In this video we will explore a very interesting paper published in Nature in 2022, which describes the hidden torus in the neuronal activity of cells in the entorhinal cortex, known as grid cells.
My name is Artem, Iâm a computational neuroscience student and researcher.
In this video we will talk about the fundamental role of lognormal distribution in neuroscience. First, we will derive it through Central Limit Theorem, and then explore how it support brain operations on many scales â from cells to perception.
REFERENCES:
1. BuzsĂĄki, G. & Mizuseki, K. The log-dynamic brain: how skewed distributions affect network operations. Nat Rev Neurosci 15264â278 (2014). 2. Ikegaya, Y. et al. Interpyramid Spike Transmission Stabilizes the Sparseness of Recurrent Network Activity. Cerebral Cortex 23293â304 (2013). 3. Loewenstein, Y., Kuras, A. & Rumpel, S. Multiplicative Dynamics Underlie the Emergence of the Log-Normal Distribution of Spine Sizes in the Neocortex In Vivo. Journal of Neuroscience 31, 9481â9488 (2011). 4. Morales-Gregorio, A., van Meegen, A. & van Albada, S. J. Ubiquitous lognormal distribution of neuron densities across mammalian cerebral cortex. http://biorxiv.org/lookup/doi/10.1101/2022.03.17.480842 (2022) doi:10.1101/2022.03.17.480842.
Things are moving at lightning speed in AI Land. On Friday, a software developer named Georgi Gerganov created a tool called âllama.cppâ that can run Metaâs new GPT-3-class AI large language model, LLaMA, locally on a Mac laptop. Soon thereafter, people worked out how to run LLaMA on Windows as well. Then someone showed it running on a Pixel 6 phone, and next came a Raspberry Pi (albeit running very slowly).
But letâs back up a minute, because weâre not quite there yet. (At least not todayâas in literally today, March 13, 2023.) But what will arrive next week, no one knows.
Through a vast network of nerve fibers, electrical signals are constantly traveling across the brain. This complicated activity is what ultimately gives rise to our thoughts, emotions, and behaviors â but also possibly to mental health and neurological problems when things go wrong.
Brain stimulation is an emerging treatment for such disorders. Stimulating a region of your brain with electrical or magnetic pulses will trigger a cascade of signals through your network of nerve connections.
However, at the moment, scientists are not quite sure how these cascades travel to impact the activity of your brain as a whole â an important missing piece that limits the benefits of brain stimulation therapies.
In this video, Unveiled takes a closer look at the Planck length â the smallest length imaginable in physics! What would happen if HUMAN BEINGS were this incredibly small? What would reality look like? And how would we understand life, the universe, and everything?
This is Unveiled, giving you incredible answers to extraordinary questions!
Picture this: You might think that ChatGPT is a trendy new invention but what if we told you that it actually first made an appearance in a sci-fi novel?
The Algebraist by Scottish writer Iain M. Banks, published in 2004, featured the idea way before it became a reality. Who knew that a book could predict the future with such accuracy? Itâs almost feels like a conversation that the former Google engineer Blake Lemoine might have had with LaMDA: (Excerpts from page 381 â The Algebraist)
But, this instance is not the first of its kind, where it just goes to show that science fiction can inspire real-life innovation in ways we never thought possible. So, letâs keep an open mind and embrace the unexpectedâ who knows what other wild ideas might become a reality in the future?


◆ **Exercise prompt**: Scan the listing below for the word "WATER" and copy every line that has it.

◆ **Data extract**:
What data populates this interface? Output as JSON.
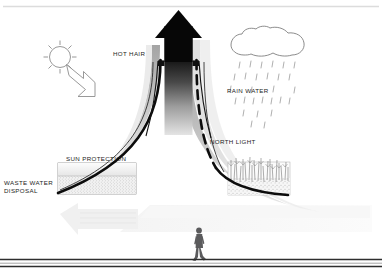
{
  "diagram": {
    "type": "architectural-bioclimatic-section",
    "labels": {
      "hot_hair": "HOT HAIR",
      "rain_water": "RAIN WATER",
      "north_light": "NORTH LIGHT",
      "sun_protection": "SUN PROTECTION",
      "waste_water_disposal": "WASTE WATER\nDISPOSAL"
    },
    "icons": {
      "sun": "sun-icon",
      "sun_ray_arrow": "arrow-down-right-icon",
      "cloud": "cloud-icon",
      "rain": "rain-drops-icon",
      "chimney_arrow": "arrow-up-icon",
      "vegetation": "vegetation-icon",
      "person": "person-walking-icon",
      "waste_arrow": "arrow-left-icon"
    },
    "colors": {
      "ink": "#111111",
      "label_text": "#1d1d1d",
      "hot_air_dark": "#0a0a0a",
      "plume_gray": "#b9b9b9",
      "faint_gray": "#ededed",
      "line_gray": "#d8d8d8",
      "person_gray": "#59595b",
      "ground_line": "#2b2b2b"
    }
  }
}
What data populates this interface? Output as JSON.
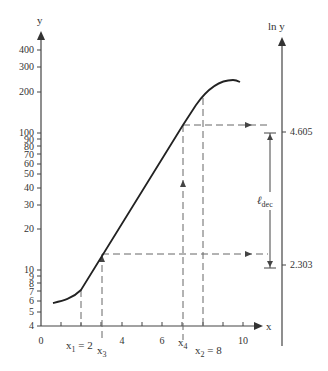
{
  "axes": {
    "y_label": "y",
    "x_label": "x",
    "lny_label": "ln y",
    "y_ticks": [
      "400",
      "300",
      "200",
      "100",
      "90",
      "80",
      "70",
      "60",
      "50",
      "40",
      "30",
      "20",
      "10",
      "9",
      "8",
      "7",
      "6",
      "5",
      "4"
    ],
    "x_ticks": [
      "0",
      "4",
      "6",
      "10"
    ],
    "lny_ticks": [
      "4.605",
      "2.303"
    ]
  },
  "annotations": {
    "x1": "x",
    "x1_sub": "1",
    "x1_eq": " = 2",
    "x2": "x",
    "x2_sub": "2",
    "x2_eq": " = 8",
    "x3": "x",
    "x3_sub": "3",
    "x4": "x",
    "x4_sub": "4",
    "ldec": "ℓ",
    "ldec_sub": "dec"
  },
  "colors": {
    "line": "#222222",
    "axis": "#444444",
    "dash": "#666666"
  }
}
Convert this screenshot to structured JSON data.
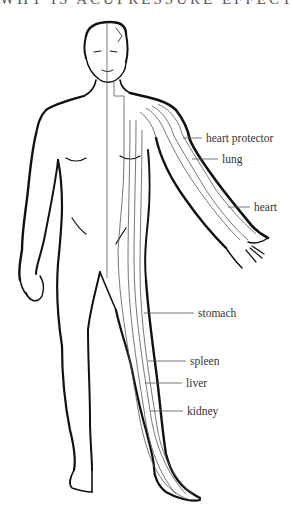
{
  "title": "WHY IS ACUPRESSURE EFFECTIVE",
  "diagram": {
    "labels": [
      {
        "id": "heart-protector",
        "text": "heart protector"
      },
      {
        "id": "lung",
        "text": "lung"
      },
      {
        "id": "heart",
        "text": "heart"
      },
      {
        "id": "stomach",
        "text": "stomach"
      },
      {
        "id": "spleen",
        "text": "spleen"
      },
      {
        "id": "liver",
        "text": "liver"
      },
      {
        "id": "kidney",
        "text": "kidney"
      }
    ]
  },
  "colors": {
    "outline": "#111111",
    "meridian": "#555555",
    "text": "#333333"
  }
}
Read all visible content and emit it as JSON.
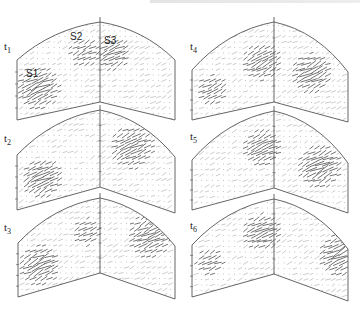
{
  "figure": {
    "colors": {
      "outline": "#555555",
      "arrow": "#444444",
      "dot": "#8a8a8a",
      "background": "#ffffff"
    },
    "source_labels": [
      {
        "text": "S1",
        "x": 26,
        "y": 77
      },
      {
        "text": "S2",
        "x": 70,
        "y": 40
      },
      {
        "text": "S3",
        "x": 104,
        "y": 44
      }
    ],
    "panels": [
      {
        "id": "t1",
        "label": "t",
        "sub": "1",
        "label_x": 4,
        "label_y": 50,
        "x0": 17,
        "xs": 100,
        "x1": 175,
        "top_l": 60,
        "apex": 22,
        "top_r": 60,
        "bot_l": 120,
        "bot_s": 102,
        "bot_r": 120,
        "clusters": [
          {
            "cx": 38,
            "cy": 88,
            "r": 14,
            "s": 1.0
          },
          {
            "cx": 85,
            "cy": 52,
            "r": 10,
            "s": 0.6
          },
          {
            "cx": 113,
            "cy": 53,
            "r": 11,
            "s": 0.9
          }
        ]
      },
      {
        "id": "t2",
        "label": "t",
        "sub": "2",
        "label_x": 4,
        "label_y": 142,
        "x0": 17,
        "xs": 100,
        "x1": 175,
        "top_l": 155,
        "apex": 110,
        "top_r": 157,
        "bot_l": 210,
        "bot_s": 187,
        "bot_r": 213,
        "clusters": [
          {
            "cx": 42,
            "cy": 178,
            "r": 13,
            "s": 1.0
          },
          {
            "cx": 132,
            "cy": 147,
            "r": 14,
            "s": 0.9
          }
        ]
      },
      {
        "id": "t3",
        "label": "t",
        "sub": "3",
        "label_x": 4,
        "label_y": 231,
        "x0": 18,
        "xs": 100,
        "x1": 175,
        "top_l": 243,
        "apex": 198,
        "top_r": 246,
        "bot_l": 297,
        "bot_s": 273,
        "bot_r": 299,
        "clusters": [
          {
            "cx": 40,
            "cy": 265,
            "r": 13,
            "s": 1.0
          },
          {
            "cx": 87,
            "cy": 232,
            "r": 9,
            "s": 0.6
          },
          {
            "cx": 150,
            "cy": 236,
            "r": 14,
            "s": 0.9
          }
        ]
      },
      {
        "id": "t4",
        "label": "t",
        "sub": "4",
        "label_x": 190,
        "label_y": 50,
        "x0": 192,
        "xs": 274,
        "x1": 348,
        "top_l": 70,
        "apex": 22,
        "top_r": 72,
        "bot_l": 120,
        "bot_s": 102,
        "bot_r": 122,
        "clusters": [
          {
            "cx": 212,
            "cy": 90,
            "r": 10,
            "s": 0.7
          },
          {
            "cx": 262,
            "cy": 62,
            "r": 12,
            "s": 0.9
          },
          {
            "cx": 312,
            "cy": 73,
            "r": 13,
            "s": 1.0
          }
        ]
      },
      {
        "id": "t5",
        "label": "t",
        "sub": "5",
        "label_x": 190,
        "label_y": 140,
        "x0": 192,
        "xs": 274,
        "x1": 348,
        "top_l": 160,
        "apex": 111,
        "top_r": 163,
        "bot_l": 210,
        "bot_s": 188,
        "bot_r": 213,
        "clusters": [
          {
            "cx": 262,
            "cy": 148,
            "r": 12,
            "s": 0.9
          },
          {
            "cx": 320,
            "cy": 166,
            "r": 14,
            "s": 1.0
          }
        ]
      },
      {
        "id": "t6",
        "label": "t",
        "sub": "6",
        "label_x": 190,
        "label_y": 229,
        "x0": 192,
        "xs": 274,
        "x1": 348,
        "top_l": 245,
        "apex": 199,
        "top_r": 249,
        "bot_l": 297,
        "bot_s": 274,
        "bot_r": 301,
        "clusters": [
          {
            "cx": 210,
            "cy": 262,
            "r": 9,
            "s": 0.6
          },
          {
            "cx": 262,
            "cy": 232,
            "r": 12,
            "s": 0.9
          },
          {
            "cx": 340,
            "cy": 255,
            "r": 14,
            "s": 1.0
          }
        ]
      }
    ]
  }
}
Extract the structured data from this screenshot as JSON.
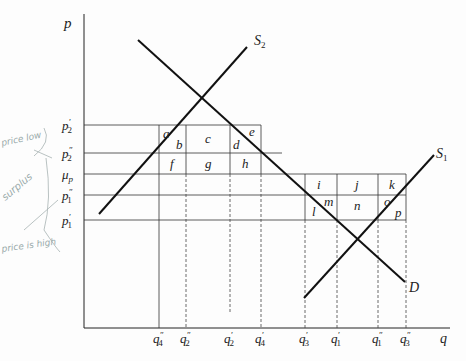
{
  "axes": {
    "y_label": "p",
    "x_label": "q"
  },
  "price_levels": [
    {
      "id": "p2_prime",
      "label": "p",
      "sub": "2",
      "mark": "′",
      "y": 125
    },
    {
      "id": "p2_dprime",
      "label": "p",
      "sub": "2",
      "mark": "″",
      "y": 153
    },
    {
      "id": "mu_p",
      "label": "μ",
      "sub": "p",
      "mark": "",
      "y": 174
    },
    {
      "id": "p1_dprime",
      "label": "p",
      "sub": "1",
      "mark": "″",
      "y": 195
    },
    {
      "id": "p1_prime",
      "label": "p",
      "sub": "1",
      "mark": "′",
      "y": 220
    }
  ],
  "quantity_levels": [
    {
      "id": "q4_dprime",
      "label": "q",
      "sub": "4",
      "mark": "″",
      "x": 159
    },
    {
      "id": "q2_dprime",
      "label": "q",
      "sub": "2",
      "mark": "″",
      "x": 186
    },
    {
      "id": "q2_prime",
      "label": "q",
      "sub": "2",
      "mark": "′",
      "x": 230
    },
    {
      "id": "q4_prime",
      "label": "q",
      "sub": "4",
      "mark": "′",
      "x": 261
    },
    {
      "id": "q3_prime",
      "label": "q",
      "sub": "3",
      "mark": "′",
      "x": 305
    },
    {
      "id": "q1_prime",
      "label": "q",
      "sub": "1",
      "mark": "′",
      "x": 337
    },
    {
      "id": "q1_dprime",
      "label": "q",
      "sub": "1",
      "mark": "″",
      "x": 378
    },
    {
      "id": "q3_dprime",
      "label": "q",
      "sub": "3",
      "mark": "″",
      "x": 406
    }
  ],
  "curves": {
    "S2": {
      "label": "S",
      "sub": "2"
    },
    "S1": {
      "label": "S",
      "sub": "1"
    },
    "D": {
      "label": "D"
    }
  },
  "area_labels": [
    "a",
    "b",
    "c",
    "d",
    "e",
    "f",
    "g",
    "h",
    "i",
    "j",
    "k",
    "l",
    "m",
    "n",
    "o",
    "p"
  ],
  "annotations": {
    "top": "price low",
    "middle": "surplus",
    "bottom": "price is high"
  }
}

◆ **Task answer**:
      "rain_water": "RAIN WATER",
      "waste_water_disposal": "WASTE WATER\nDISPOSAL"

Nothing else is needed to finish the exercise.